This is a two-pass Claude Code assessment regarding the value of the default lenses under the v1 search API. A custom MCP tool exposing the lens_id parameter and a list of default lenses was used for the assessment. The second pass was an adversarial review to challenge the findings and methodologies of the first agent.
The original discussion started on the kagi-api Discord channel, and Margret asked me to repost it here with added detail. Considering the volume of feedback I've done my best to break it down for online readability.
First agent
Headline: only 3 of the 8 enumerated lenses earn their slot
| Verdict | Lenses |
| Valuable (hard to replicate with query operators) | academic, pdfs, kagi documentation |
Replicable with site: union (lens adds no value) | forums |
| Harmful (surfaces tag pages instead of question pages on specific queries) | programming |
| Low utility / misnamed | news 360 (no-op on fresh news), fediverse forums (returns Reddit + HN, not fediverse), usenet/archive (returns modern blogs, not archives) |
The programming finding is the most striking: it actively degraded a query that asked a specific technical question, surfacing StackOverflow tag-listing pages instead of question pages. Recommending it as an LLM-facing slug is a foot-gun.
The two misnamed lenses (fediverse forums, usenet/archive) don't deliver what their names imply — naming them as "always-available" invites the LLM to reach for the wrong tool.
Agent's recommendation
Trim the enumerated catalog in the Field description to three slugs: academic, pdfs, kagi documentation. Keep shareable IDs and full URLs as accepted forms (that's the durable value — user-curated stored profiles can't be replicated with operators). Keep the generic-behavior caveats (case sensitivity, silent fallback, workflow caveat, intersection/override precedence) since those apply to any slug value.
The agent estimates this removes 80 words from the Field description, eliminates two foot-guns, and concentrates the documentation budget on the lenses that earn it.
Second agent (adversarial of initial findings)
The adversarial round substantially shifted the picture. Three of the eight verdicts overturned.
Revised verdict table
| Lens | First agent | Adversarial review | Reason for overturn |
forums | drop | keep | Lens reaches Discourse instances, Facebook Groups, vendor forums (Swift Forums, discourse.nixos.org) that an LLM-written 3-domain site: union doesn't reach |
programming | drop | confirm drop | Narrow-utility band rather than "harmful across the board" — works for general/beginner queries, degrades on expert-niche queries; hard for the LLM to predict which |
news 360 | drop | keep | First agent's GPT-5 query was already news-saturated at baseline, masking the lens. On cold-news queries (Tigray humanitarian, Argentina labor reform) the lens shifts to actual news outlets (Al Jazeera, Reuters, argentinareports.com) |
fediverse forums | drop | confirm drop | Activates only on fediverse-native vocabulary queries (!community@instance syntax), not paraphrased queries — brittle in a way agents can't predict |
usenet/archive | drop | confirm drop | Doesn't reach groups.google.com or archive.org Usenet collections even on Usenet-native topic queries |
academic | keep | confirm keep | The 3-domain operator union returns preprints; the lens reaches peer-reviewed venues an LLM wouldn't enumerate |
pdfs | keep | drop | filetype:pdf actually outperforms the lens — the lens is a soft prior with site biases, not a strict PDF filter (returned GitHub markdown when asked for PDFs) |
kagi documentation | keep | confirm keep | Stable across multiple Kagi-self-referential queries (search, Orion, Assistant) |
Net change: first agent had 3 keeps / 5 drops; adversarial review has 4 keeps / 4 drops, with forums and news 360 moving keep, pdfs moving drop.
The methodological signal is the bigger finding
The reviewer's note that the value-assessment loop has not converged is the more important takeaway. Two rigorous rounds moved 3 of 8 verdicts. That tells us something about the parameter itself, not just our process:
- Lens value is query-shape-dependent. Whether a lens helps depends on whether the baseline is already saturated with the lens's target class. The LLM caller would have to reason about query shape to decide whether to engage the lens — which adds to the cost of using it.
- The enumerated catalog needs more than one query per lens to assess fairly. Single-query verdicts demonstrably mislead. The reviewer recommends 2 queries per lens with deliberate phenotype variance (general vs niche, saturated vs cold baseline).
- Doc-trimming pressure biases toward "drop it." The reviewer specifically flagged that running the value assessment in the same pass as drafting docs is methodologically unsound — drafting pressure creates a bias toward exclusion. The first agent's
forums and news 360 verdicts both swung that way.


● Required action
Every line with the string "assembly" should be copied from the data.

● Stored data
⁂
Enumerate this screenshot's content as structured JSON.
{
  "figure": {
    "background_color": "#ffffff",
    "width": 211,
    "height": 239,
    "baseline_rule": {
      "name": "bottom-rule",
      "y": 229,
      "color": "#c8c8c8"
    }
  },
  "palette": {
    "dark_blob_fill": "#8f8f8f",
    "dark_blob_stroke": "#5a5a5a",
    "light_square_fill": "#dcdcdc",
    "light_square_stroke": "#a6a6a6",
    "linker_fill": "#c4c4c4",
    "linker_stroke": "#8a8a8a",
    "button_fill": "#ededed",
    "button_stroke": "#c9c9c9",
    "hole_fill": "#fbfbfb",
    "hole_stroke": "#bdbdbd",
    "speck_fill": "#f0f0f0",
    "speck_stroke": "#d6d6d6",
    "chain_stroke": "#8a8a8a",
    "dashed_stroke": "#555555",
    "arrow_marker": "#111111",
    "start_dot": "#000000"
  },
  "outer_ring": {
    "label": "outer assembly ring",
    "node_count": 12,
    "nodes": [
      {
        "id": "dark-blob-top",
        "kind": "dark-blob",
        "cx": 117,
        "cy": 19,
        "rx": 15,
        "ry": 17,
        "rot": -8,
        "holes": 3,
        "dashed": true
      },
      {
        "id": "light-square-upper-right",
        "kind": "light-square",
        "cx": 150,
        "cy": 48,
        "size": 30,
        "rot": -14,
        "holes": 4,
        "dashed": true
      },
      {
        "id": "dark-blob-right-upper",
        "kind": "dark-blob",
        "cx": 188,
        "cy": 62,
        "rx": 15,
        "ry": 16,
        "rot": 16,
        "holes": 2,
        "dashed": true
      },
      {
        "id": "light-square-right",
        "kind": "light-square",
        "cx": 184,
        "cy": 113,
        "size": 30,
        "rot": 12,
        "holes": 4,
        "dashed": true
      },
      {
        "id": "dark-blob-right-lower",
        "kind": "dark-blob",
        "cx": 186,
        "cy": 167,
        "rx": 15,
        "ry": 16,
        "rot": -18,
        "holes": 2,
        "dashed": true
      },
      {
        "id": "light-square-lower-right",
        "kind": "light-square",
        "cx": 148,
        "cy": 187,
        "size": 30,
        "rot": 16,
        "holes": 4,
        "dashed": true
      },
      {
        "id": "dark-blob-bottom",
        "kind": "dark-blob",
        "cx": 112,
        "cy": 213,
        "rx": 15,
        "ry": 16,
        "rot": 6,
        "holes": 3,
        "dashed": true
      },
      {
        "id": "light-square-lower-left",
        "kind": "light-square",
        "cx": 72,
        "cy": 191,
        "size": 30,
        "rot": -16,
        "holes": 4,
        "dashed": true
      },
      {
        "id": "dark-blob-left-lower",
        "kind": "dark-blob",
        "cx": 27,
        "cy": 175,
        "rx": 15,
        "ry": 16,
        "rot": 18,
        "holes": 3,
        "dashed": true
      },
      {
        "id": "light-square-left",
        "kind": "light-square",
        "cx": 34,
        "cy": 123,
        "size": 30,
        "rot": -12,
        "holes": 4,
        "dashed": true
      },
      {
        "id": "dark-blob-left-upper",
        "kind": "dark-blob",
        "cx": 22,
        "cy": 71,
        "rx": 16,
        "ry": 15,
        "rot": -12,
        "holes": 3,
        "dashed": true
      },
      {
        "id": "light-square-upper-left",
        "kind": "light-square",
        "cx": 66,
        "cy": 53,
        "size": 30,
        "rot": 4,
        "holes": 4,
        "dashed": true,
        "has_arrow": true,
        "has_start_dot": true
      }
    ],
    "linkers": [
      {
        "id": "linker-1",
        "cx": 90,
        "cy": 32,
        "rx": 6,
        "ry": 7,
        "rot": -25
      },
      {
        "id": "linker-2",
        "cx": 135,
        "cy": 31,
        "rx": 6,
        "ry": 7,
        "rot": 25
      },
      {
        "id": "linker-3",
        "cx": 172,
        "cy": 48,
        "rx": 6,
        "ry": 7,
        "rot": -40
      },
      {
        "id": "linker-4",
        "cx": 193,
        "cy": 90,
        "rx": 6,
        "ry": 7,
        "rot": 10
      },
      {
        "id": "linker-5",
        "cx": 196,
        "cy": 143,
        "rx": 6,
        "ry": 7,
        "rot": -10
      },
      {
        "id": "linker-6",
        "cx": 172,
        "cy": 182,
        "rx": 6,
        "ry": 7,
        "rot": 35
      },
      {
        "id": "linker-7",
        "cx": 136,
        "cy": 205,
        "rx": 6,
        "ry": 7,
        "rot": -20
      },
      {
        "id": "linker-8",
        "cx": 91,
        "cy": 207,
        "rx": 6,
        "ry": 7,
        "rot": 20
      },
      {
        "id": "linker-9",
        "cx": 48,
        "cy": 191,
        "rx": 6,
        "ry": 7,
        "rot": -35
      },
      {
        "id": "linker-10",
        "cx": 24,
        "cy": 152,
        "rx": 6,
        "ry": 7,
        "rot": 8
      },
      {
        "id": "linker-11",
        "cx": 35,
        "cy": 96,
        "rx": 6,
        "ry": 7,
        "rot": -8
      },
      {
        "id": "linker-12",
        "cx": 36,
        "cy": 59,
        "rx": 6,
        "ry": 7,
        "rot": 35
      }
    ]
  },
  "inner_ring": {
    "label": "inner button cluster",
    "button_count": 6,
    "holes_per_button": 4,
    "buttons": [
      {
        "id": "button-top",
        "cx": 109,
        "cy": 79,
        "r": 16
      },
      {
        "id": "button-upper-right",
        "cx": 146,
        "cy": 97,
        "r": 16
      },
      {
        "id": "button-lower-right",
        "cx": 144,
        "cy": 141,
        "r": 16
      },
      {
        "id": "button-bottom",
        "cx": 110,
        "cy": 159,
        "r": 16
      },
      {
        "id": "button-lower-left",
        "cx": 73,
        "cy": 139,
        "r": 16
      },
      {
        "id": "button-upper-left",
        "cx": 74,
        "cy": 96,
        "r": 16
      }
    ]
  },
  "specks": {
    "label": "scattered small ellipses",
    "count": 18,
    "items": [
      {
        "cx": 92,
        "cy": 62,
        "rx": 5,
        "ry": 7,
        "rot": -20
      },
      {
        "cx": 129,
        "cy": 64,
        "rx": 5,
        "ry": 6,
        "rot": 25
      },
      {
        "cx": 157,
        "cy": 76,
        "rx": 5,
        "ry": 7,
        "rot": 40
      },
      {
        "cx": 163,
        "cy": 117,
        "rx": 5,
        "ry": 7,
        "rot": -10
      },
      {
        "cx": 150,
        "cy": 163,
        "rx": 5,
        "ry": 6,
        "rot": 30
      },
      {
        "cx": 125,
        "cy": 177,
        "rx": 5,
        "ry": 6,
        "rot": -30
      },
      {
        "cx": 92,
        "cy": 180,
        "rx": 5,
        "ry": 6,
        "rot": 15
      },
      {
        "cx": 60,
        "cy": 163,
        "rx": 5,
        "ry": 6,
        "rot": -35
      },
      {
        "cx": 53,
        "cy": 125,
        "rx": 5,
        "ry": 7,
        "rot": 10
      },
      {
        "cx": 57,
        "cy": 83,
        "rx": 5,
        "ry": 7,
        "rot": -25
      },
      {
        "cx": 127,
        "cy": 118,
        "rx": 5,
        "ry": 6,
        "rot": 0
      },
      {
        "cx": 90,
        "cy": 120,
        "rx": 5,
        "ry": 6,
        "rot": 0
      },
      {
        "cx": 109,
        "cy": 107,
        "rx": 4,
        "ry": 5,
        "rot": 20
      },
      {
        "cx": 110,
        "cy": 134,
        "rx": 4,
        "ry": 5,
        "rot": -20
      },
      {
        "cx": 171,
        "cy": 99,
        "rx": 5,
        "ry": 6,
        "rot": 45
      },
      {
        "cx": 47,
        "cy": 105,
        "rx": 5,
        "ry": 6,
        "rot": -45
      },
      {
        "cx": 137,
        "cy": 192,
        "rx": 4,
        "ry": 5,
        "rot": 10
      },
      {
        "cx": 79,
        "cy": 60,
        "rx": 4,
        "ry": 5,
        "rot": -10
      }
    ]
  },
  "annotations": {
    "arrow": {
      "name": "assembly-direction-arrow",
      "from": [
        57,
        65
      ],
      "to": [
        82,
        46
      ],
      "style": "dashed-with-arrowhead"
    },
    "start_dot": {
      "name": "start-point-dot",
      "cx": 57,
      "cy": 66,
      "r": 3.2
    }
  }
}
⁂
● Result
    "label": "outer assembly ring",
      "name": "assembly-direction-arrow",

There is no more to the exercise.